Julian didn’t realize he had been holding his breath, until it came rushing out in relief that neither the mug nor the mirror had shattered.
Grace’s expression hardened, and she stormed past him to take off down the narrow hallway at a jog.
CHAPTER 5
Erik awoke suddenly, sunlight stinging his eyes.
Someone was there.
Erik hadn’t been startled by another man’s presence since he was twelve years old and his wolf arrived.
He sat up as calmly as he could, stretching and trying his best to look unsurprised. Out of the corner of his eye he caught the dark blue of a police uniform. Great.
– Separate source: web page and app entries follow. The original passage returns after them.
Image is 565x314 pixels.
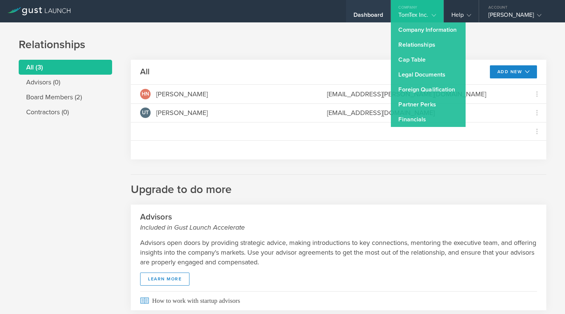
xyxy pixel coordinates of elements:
span: HN [142,92,149,97]
div: Help [452,11,471,22]
button: Add New [490,65,537,78]
div: TomTex Inc. [398,11,436,22]
a: How to work with startup advisors [131,292,546,311]
div: [PERSON_NAME] [156,89,208,99]
small: Included in Gust Launch Accelerate [140,223,537,232]
a: Learn More [140,273,190,286]
iframe: Chat Widget [528,278,565,314]
li: Board Members (2) [19,90,112,105]
div: [EMAIL_ADDRESS][DOMAIN_NAME] [327,108,518,118]
span: How to work with startup advisors [140,292,537,311]
div: [PERSON_NAME] [156,108,208,118]
span: UT [142,110,149,115]
h2: All [140,67,150,77]
li: Contractors (0) [19,105,112,120]
li: Advisors (0) [19,75,112,90]
div: Dashboard [354,11,383,22]
div: [EMAIL_ADDRESS][PERSON_NAME][DOMAIN_NAME] [327,89,518,99]
div: [PERSON_NAME] [489,11,552,22]
li: All (3) [19,60,112,75]
p: Advisors open doors by providing strategic advice, making introductions to key connections, mento... [140,238,537,267]
h2: Advisors [140,212,537,232]
h2: Upgrade to do more [131,175,546,197]
h1: Relationships [19,37,546,52]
“Hey buddy, whatcha’ doing out here?” The officer’s voice was slow and guardedly friendly.
“I got tired last night and didn’t want to risk driving in the mountains anymore.” Erik replied. “And that moon was so bright...”
There were a lot of wolves in Copper Creek, but without his wolf’s sniffer, he couldn’t tell if he was talking to one now. Back in Tarker’s Hollow, the cops would have already fed him the pack line, Did you notice the moon last night? But this guy didn’t look like he was picking up on the clue Erik was trying to drop.
Fuck.
Why hadn’t Ophelia given him the local code?
He studied the cop. He was very tall, with dark, pomaded hair, big brown eyes, and deep smile lines, all of which gave him the look of a young Elvis, in spite of the fact that he was clearly at least sixty. A shining star insignia perched proudly on his lapel.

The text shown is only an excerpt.